Carnes remained on Alcatraz until its closure in 1963, spending most of the time there in the segregation unit. He claimed that he had received a postcard from Frank Morris and the Anglin brothers, John and Clarence, which read "Gone fishing", which was a code word that their escape had succeeded. No material evidence of such a postcard has been found.
Parole, re-incarceration, death
Despite having been given a life sentence in Oklahoma for murder, as well as a sentence of 203 years on federal charges, Carnes was paroled in 1973 at the age of 46. However, his parole was revoked twice due to parole violations and he was sent back to prison with BOP# 61805-132. He died of AIDS-related complications on October 3, 1988, at the Medical Center for Federal Prisoners in Springfield, Missouri,[2] and was buried in a paupers' grave.[3][4]
In 1989, Massachusetts organized crime figure James J. "Whitey" Bulger, who had befriended Carnes while on Alcatraz, paid for his body to be exhumed and reburied on land in the Choctaw Nation of Oklahoma.[4] Bulger reportedly bought a lavish $4,000 bronze casket and paid for a car to transport Carnes' remains from Missouri to Oklahoma. Carnes is buried at the Billy Cemetery in Daisy, Oklahoma.[3]
In popular culture
Carnes' life was dramatized in the 1980 Telepictures Corporation TV movie Alcatraz: The Whole Shocking Story. The film, which aired in two 95 minute parts, starred Michael Beck as Clarence Carnes.
The Battle of Alcatraz was dramatized in the 1987 TV movie Six Against the Rock, based on the novel by Clark Howard. While most of the characters were given the names of the real inmates (such as Bernard Coy and Miran Thompson), Carnes' character was renamed Dan Durando, portrayed by Paul Sanchez.
References
- Ritchey, Romney M. (27 July 1945). "Carnes Psychiatric Report (1945)". Archived from the original on 8 June 2007.
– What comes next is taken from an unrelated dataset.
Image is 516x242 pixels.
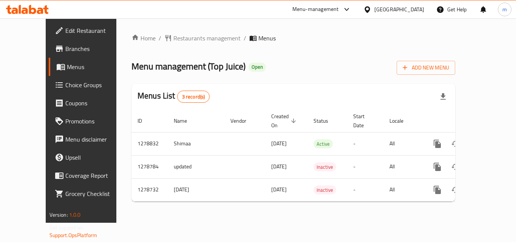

- "'Choctaw Kid' Carnes dies in prison". Herald & Review. Decatur, Illinois. AP. October 6, 1988. p. 9. Retrieved November 29, 2018 – via newspapers.com.
- Ranalli, Ralph (19 January 1998). "Whitey paid for Alcatraz inmate's funeral Bulger didn't forget `Rock' pal" (PDF). Boston Herald. Archived from the original (PDF) on 6 September 2012.
- Murphy, Shelley (November 29, 2018). "'Whitey' Bulger wished for 'peaceful death,' prison letters say". The Boston Globe. Retrieved November 29, 2018.